A four times Pulitzer Prize winner, laureate poet Robert Frost could hardly have been more popular in his life-time, becoming a truly American icon, who represented the essence of the good old values of pastoral, bucolic New England. Yet, as his art escaped the "clutches of the academics"—breaking free from the narrow boundaries of an elite readership, and reaching out to the general public—something went lost. Once his work triumphantly entered mainstream culture, the understanding of his poetry greatly diminished: famous verses of his best works passed down amongst his readers as simplified, lame mantras. However, the waters of his art are the farthest from shallowness, but deep, troubled, and often dark.
It is well remembered how, in 1958, at a celebration for the poet's 85th birthday at the Waldorf-Astoria, the featured speaker, literary critic Lionel Trilling, shocking the audience, proclaimed: ''I regard Robert Frost as a terrifying poet." Old Frost did not appear the least bothered; intimately, he might as well have nodded with satisfaction.
It is well remembered how, in 1958, at a celebration for the poet's 85th birthday at the Waldorf-Astoria, the featured speaker, literary critic Lionel Trilling, shocking the audience, proclaimed: ''I regard Robert Frost as a terrifying poet." Old Frost did not appear the least bothered; intimately, he might as well have nodded with satisfaction.
In the lecture presented below, Professor of English Kevin Murphy
(Ithaca College, 1992), brings to light some of Frost poetry's inner
implications that, surprisingly enough, had been long overlooked.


* **TASK GOAL**
Down to the last line, repeat the records exactly.
= = = =
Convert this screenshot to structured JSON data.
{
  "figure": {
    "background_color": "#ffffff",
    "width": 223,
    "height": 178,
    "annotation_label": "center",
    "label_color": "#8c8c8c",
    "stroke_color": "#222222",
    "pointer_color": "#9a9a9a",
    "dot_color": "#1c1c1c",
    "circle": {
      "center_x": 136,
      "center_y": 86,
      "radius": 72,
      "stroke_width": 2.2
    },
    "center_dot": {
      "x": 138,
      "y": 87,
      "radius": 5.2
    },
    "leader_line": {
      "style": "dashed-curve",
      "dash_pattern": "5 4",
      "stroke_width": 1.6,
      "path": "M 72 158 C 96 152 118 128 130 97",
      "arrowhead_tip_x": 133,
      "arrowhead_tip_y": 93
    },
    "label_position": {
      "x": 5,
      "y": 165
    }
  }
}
= = = =
* **ANSWER**
Convert this screenshot to structured JSON data.
{
  "figure": {
    "background_color": "#ffffff",
    "width": 223,
    "height": 178,
    "annotation_label": "center",
    "label_color": "#8c8c8c",
    "stroke_color": "#222222",
    "pointer_color": "#9a9a9a",
    "dot_color": "#1c1c1c",
    "circle": {
      "center_x": 136,
      "center_y": 86,
      "radius": 72,
      "stroke_width": 2.2
    },
    "center_dot": {
      "x": 138,
      "y": 87,
      "radius": 5.2
    },
    "leader_line": {
      "style": "dashed-curve",
      "dash_pattern": "5 4",
      "stroke_width": 1.6,
      "path": "M 72 158 C 96 152 118 128 130 97",
      "arrowhead_tip_x": 133,
      "arrowhead_tip_y": 93
    },
    "label_position": {
      "x": 5,
      "y": 165
    }
  }
}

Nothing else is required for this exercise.